Apple unveiled five new apps last week, including four announced at WWDC 2026 alongside its upcoming fall software updates, one released as developer beta, and one released independently by its subsidiary Claris.
Siri AI app
One of the biggest announcements at WWDC 2026 was Siri AI, a complete overhaul of Apple’s voice assistant that, for the first time, comes with a dedicated standalone app.
Like other chatbots, Siri can search the web and access general knowledge about the world, evaluate documents, solve math problems, and take actions within and between apps, such as getting turn-by-turn directions on Maps with multiple stops, editing and sharing photos, or composing an email in the user’s writing style. The app allows users to type or talk to it like a thread and syncs chat history across devices via iCloud.
The Siri app is available in most of Apple’s next-generation operating systems, arriving this fall in iOS 27, iPadOS 27, macOS Golden Gate, watchOS 27, and visionOS 27. The operating systems are currently available to developers in beta, although access to Siri AI itself involves a waiting list. The AI Siri will not be available in the EU at launch, although Apple says it is working on a path forward.
Return of the Apple TV Remote app
Apple previously offered an Apple TV Remote app in the App Store, but it was removed in 2020. With this year’s major updates, Apple is restoring the app as a proper icon on the Home screen. It comes preinstalled with iOS 27 and iPadOS 27. To add it to the “Home Screen” as an app, users can swipe down, search for “Remote”, then press and hold the app icon to drag it into place. It is also accessible through the App Library.
All-new Find My on Apple Watch
watchOS 27 brings a long-awaited consolidation to Find My on Apple Watch. Previously split into separate Find Devices, Find People, and Find Things apps, the new app consolidates everything into a single map-centric interface.

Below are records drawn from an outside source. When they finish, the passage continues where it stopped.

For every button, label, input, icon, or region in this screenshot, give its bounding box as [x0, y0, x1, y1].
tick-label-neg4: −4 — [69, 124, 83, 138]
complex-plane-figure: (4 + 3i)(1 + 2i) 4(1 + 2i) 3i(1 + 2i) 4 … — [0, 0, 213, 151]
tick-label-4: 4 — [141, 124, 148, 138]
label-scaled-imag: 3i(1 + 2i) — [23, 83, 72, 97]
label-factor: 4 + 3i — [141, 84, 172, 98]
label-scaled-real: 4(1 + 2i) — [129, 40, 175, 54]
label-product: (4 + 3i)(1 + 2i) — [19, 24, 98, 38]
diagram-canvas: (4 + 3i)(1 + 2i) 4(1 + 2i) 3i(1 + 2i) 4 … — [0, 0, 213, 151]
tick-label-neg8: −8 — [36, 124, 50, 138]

The main screen provides quick access to actions like getting directions and finding nearby items, and precision search is available for locating a paired iPhone, AirPods Pro 3, or AirTag 2. The redesign also introduces more flexible sharing options, giving users greater control over how they share their location and track items with others.
Pass designer
Apple also introduced Pass Designer, a new Mac app for creating and previewing Apple Wallet passes for developers and businesses. The app supports Apple-provided templates or custom designs, allowing developers to introduce images such as logos, backgrounds, and band images. As changes are made, Pass Designer updates a preview in real time using the same rendering as iOS and watchOS, so what is seen in Pass Designer is exactly what customers will see on their device. Pass Designer validates the pass as work progresses, alerting developers to issues such as missing required key values.
For boarding passes and event tickets, Pass Designer also supports semantic tags, which add structured data like event dates, venue locations, and flight details that the system uses to enable features like Siri suggestions, calendar integration, and directions on Maps. It can also automatically generate a backward-compatible pass structure from semantic data, ensuring that passes work on devices where semantic tags may not be supported.
The Pass Designer beta requires macOS 27 or later and is available to download now for registered Apple developers.
Claris FileMaker Go 2026
Unlike the four WWDC announcements, this app is already available. Claris FileMaker Go 2026 is available June 10. FileMaker is a low-code database application platform that allows users to create custom applications to organize, manage, and automate data without extensive programming knowledge.
The new version of the app adds support for iOS and iPadOS 26 and brings Google Gemini to the list of AI models supported by FileMaker, which already includes Anthropic, OpenAI and Cohere. The 2026 release also focuses on developer productivity, infrastructure resilience, and AI-ready architecture, and was shaped directly by feedback from the Claris developer community.
FileMaker is developed by Claris International, a subsidiary of Apple.